I've always liked the stuff that kicks.
When I was 15, I was working for a radio band in Shreveport. Cliff Bruner, the hottest Texas fiddler of them all, was on the same package shows, playing for Jimmie Davis.
I keep a fiddle hooked up in the music - we've got a music room - and try to pick it up.
It's just a real thrill when you're showing somebody a chord progression or something, and you see that light come on, you know. You see 'em 'get it.'
I asked the man on the phone from the National Endowment for the Arts what this fellowship entailed, and he said, 'Well, first there's $10,000.' I asked him, 'Can I pay it in installments?'
I grew up listening to the Light Crust Doughboys on WBAP.

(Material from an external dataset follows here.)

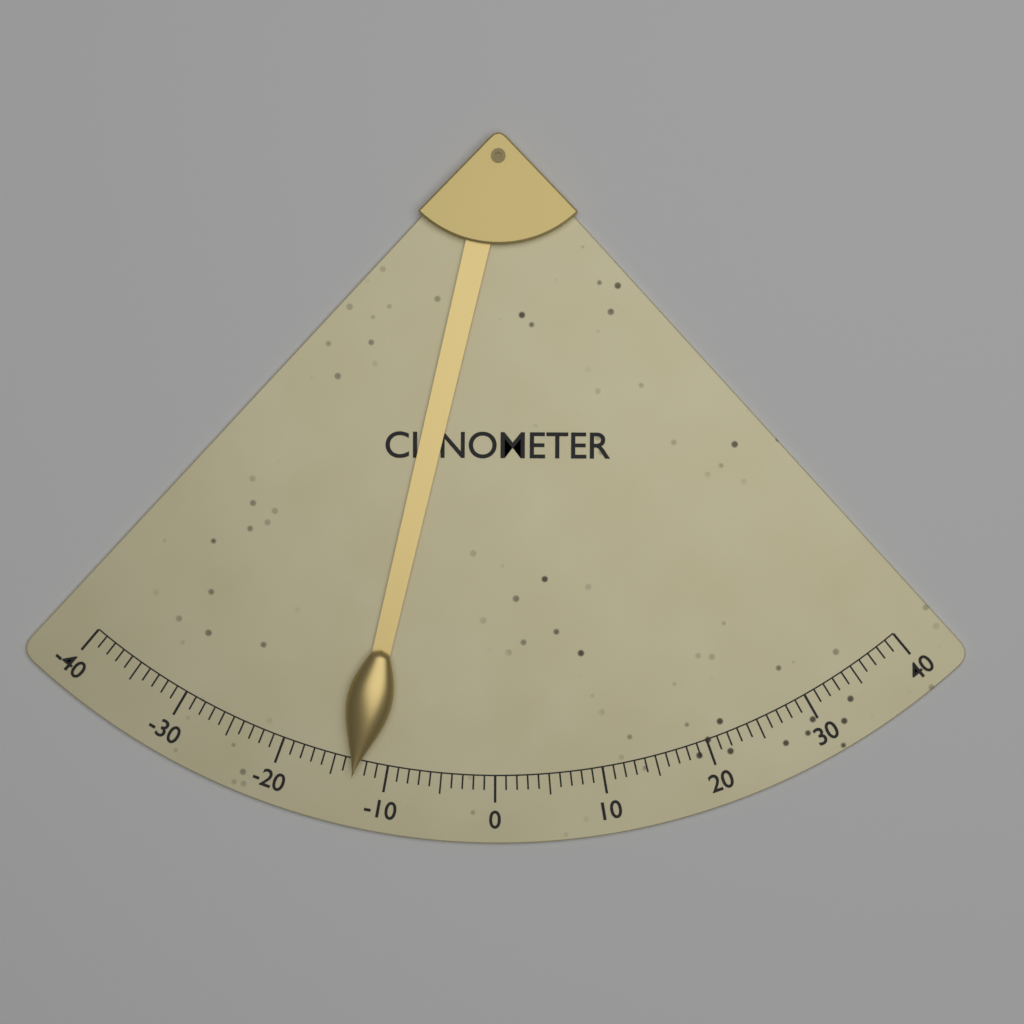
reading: -13 (no unit)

I was never very good at picking cotton, and then I only made fifty cents or $1 a day. People would work for $1 a day during the Depression. So we would get $2 for playing music and just having fun. I think that as a result of that it was not just the money, but we enjoyed doing it.
I tell my audiences today that I served 10 years in Nashville! That's a joke, of course; I was grateful for the work. Bob Ferguson, who produced Connie Smith, Porter Wagoner and Dolly Parton, started calling me in.
I didn't really get crazy about Bob Wills until 1940.
My dad was a telegraph operator for the Cotton Belt Railroad. He worked seven nights a week from 4 until midnight, no vacation.